Karkat stops speaking. He's too embarassed. Letting his defences slip, in front of one of the humans no less! And he hates himself as the candy red blood rushes to his cheeks. It paints 'mutant' across his face. A bright red stamp declaring him culled. Everybody knows. He knows everybody knows. And yet it still humiliates him, makes him remember the stories he hasn't told Jade. The ones where other young trolls threw stones at his hive, shattering the window he was watching them through. The part of the tale where it was another troll who hurt his lusus on its search for food. The reason he always took the arguments and fighting, because he felt it was somehow his fault for being hatched. All these things he doesn't say.
Maybe it's to fill the silence, or maybe just because she wants to, but Jade shuffles closer to him, and starts telling stories about her own childhood. She smiles while she speaks, but her stories sound lonely. Just her and the demon dog, and a dead guardian, alone on an island. Karkat watches her speak. He wonders if she knows she talks with her hands. She tells him a story about Squiddles, complete with wiggling fingers and giggles, and checks him for a reaction. He realises she's trying to cheer him up. Something about the naive, hopeful expression on her face as she watches him sends a jolt of pain through his chest. A rasping sob escapes his throat, and he reflexively buries his face in his arms.
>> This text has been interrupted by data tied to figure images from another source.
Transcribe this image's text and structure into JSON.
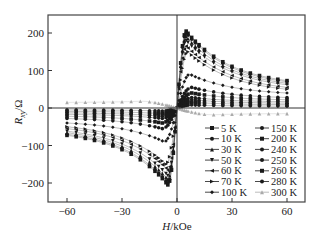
{
  "chart_data": {
    "type": "scatter",
    "title": "",
    "xlabel": "H/kOe",
    "ylabel": "Rxy/Ω",
    "xlim": [
      -70,
      70
    ],
    "ylim": [
      -250,
      250
    ],
    "xticks": [
      -60,
      -30,
      0,
      30,
      60
    ],
    "yticks": [
      -200,
      -100,
      0,
      100,
      200
    ],
    "grid": false,
    "legend_position": "lower right",
    "x": [
      -60,
      -55,
      -50,
      -45,
      -40,
      -35,
      -30,
      -25,
      -20,
      -15,
      -12,
      -10,
      -8,
      -6,
      -5,
      -4,
      -3,
      -2,
      -1,
      0,
      1,
      2,
      3,
      4,
      5,
      6,
      8,
      10,
      12,
      15,
      20,
      25,
      30,
      35,
      40,
      45,
      50,
      55,
      60
    ],
    "series": [
      {
        "name": "5 K",
        "marker": "square",
        "peak": 205,
        "peak_h": 5,
        "end": 73
      },
      {
        "name": "10 K",
        "marker": "circle",
        "peak": 200,
        "peak_h": 5,
        "end": 70
      },
      {
        "name": "30 K",
        "marker": "triangle-up",
        "peak": 190,
        "peak_h": 5,
        "end": 66
      },
      {
        "name": "50 K",
        "marker": "triangle-down",
        "peak": 180,
        "peak_h": 5,
        "end": 62
      },
      {
        "name": "60 K",
        "marker": "triangle-left",
        "peak": 165,
        "peak_h": 5,
        "end": 55
      },
      {
        "name": "70 K",
        "marker": "triangle-right",
        "peak": 150,
        "peak_h": 6,
        "end": 50
      },
      {
        "name": "100 K",
        "marker": "diamond",
        "peak": 90,
        "peak_h": 7,
        "end": 40
      },
      {
        "name": "150 K",
        "marker": "circle",
        "peak": 55,
        "peak_h": 8,
        "end": 28
      },
      {
        "name": "200 K",
        "marker": "square",
        "peak": 40,
        "peak_h": 8,
        "end": 22
      },
      {
        "name": "240 K",
        "marker": "circle",
        "peak": 28,
        "peak_h": 8,
        "end": 17
      },
      {
        "name": "250 K",
        "marker": "circle",
        "peak": 22,
        "peak_h": 8,
        "end": 13
      },
      {
        "name": "260 K",
        "marker": "square",
        "peak": 15,
        "peak_h": 8,
        "end": 9
      },
      {
        "name": "280 K",
        "marker": "circle",
        "peak": 8,
        "peak_h": 8,
        "end": 5
      },
      {
        "name": "300 K",
        "marker": "triangle-up",
        "peak": -18,
        "peak_h": 20,
        "end": -15,
        "color": "#aaaaaa"
      }
    ]
  },
  "axes": {
    "xlabel_main": "H",
    "xlabel_unit": "/kOe",
    "ylabel_main": "R",
    "ylabel_sub": "xy",
    "ylabel_unit": "/Ω"
  },
  "legend": {
    "col1": [
      "5 K",
      "10 K",
      "30 K",
      "50 K",
      "60 K",
      "70 K",
      "100 K"
    ],
    "col2": [
      "150 K",
      "200 K",
      "240 K",
      "250 K",
      "260 K",
      "280 K",
      "300 K"
    ]
  }
}
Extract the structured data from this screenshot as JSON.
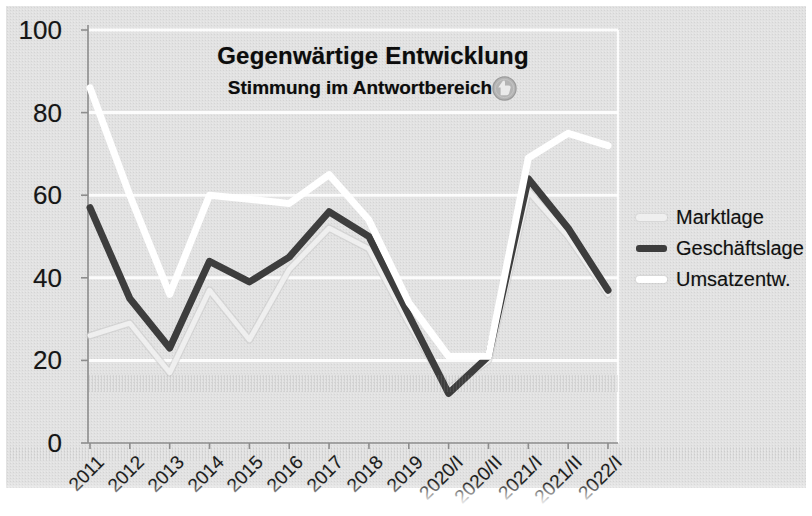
{
  "title": "Gegenwärtige Entwicklung",
  "subtitle": "Stimmung im Antwortbereich",
  "title_icon": "thumb-stamp-icon",
  "colors": {
    "paper": "#e2e2e2",
    "gridline": "#ffffff",
    "axis": "#8d8d8d",
    "marktlage_line": "#efefef",
    "geschaeftslage_line": "#3d3d3d",
    "umsatzentw_line": "#ffffff"
  },
  "chart_data": {
    "type": "line",
    "title": "Gegenwärtige Entwicklung",
    "subtitle": "Stimmung im Antwortbereich",
    "categories": [
      "2011",
      "2012",
      "2013",
      "2014",
      "2015",
      "2016",
      "2017",
      "2018",
      "2019",
      "2020/I",
      "2020/II",
      "2021/I",
      "2021/II",
      "2022/I"
    ],
    "series": [
      {
        "name": "Marktlage",
        "color": "#efefef",
        "halo": "#c9c9c9",
        "width": 5,
        "values": [
          26,
          29,
          17,
          37,
          25,
          42,
          52,
          47,
          29,
          13,
          20,
          61,
          50,
          36
        ]
      },
      {
        "name": "Geschäftslage",
        "color": "#3d3d3d",
        "halo": null,
        "width": 7,
        "values": [
          57,
          35,
          23,
          44,
          39,
          45,
          56,
          50,
          31,
          12,
          21,
          64,
          52,
          37
        ]
      },
      {
        "name": "Umsatzentw.",
        "color": "#ffffff",
        "halo": null,
        "width": 7,
        "values": [
          86,
          60,
          36,
          60,
          59,
          58,
          65,
          54,
          34,
          21,
          21,
          69,
          75,
          72
        ]
      }
    ],
    "ylim": [
      0,
      100
    ],
    "yticks": [
      0,
      20,
      40,
      60,
      80,
      100
    ],
    "xlabel": "",
    "ylabel": "",
    "grid": "horizontal-white",
    "legend_position": "right"
  }
}
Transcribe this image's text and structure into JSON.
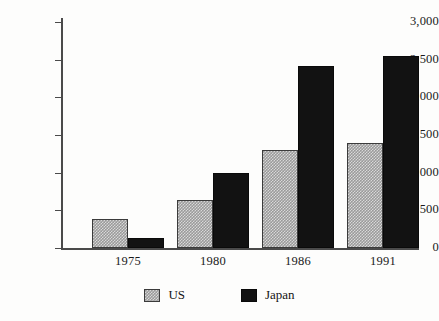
{
  "chart_data": {
    "type": "bar",
    "title": "",
    "subtitle": "",
    "xlabel": "",
    "ylabel": "",
    "categories": [
      "1975",
      "1980",
      "1986",
      "1991"
    ],
    "series": [
      {
        "name": "US",
        "values": [
          380,
          640,
          1300,
          1400
        ],
        "color": "#9a9a9a",
        "fill": "checkerboard-gray"
      },
      {
        "name": "Japan",
        "values": [
          130,
          1000,
          2420,
          2550
        ],
        "color": "#121212",
        "fill": "solid-black"
      }
    ],
    "ylim": [
      0,
      3000
    ],
    "yticks": [
      0,
      500,
      1000,
      1500,
      2000,
      2500,
      3000
    ],
    "ytick_labels": [
      "0",
      "500",
      "1,000",
      "1,500",
      "2,000",
      "2,500",
      "3,000"
    ],
    "grid": false,
    "legend": {
      "position": "bottom",
      "entries": [
        {
          "label": "US",
          "swatch": "checkerboard-gray-swatch"
        },
        {
          "label": "Japan",
          "swatch": "solid-black-swatch"
        }
      ]
    }
  }
}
The balance of weight on the spring mattress shifts. Springs squeak quietly in protest. Karkat feels a pair of warm, gentle arms wrap themselves around his shoulders. Silence reigns as hot, pale red tears fall down his cheeks and soak the sleeves of his shirt. Jade begins murmuring comfortingly in his ear. He's not sure what she's saying and neither is she, but her tone is soft and calming, and Karkat is able to control himself again.imself again. She sits patiently while he wipes his face clean on his sleeve, her arms never moving from their protective grasp. He takes a deep, shuddering breath, and mentally declares himself no longer a pathetic emotional wreck. He raises his head, at last, to let Jade know he's okay now, and finds her closer than he expected.
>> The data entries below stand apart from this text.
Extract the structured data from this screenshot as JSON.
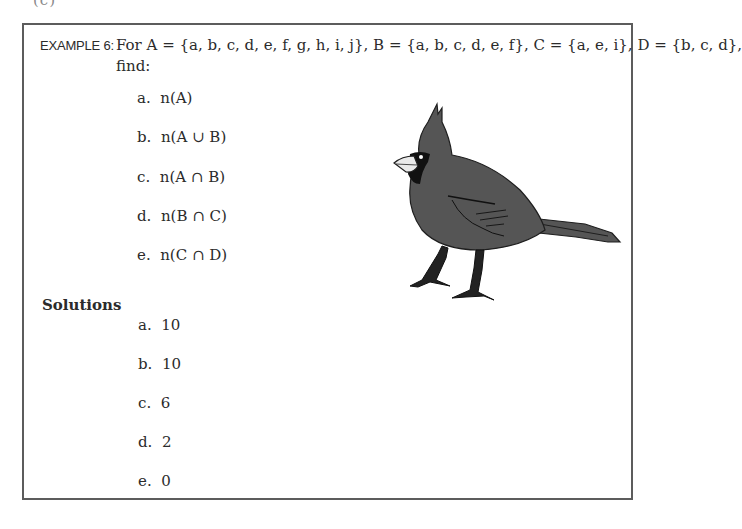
{
  "page_fragment": "(c)",
  "example": {
    "label": "EXAMPLE 6:",
    "statement": "For A = {a, b, c, d, e, f, g, h, i, j}, B = {a, b, c, d, e, f}, C = {a, e, i}, D = {b, c, d},",
    "statement_cont": "find:",
    "questions": [
      {
        "letter": "a.",
        "expr": "n(A)"
      },
      {
        "letter": "b.",
        "expr": "n(A ∪ B)"
      },
      {
        "letter": "c.",
        "expr": "n(A ∩ B)"
      },
      {
        "letter": "d.",
        "expr": "n(B ∩ C)"
      },
      {
        "letter": "e.",
        "expr": "n(C ∩ D)"
      }
    ]
  },
  "solutions": {
    "heading": "Solutions",
    "answers": [
      {
        "letter": "a.",
        "value": "10"
      },
      {
        "letter": "b.",
        "value": "10"
      },
      {
        "letter": "c.",
        "value": "6"
      },
      {
        "letter": "d.",
        "value": "2"
      },
      {
        "letter": "e.",
        "value": "0"
      }
    ]
  },
  "illustration": {
    "subject": "cardinal-bird",
    "fill": "#555555",
    "outline": "#1e1e1e"
  }
}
They sit there, nose to nose, for what seems to be an eternity. Jade's surprisingly calm eyes meet Karkat's panicked ones. They draw the moment out for as long as they can manage, until Karkat doesn't know if he'll ever breathe normally again and Jade's heart has almost leapt out her mouth. His hand twitches as he tries to make a decision he wasn't prepared for. Then Jade smiles, and turns, and asks something innocuous about recuperacoons, and the moment is gone forever. But whenever their eyes meet, there is an agreement; one day, when they're both prepared, there will be a new moment.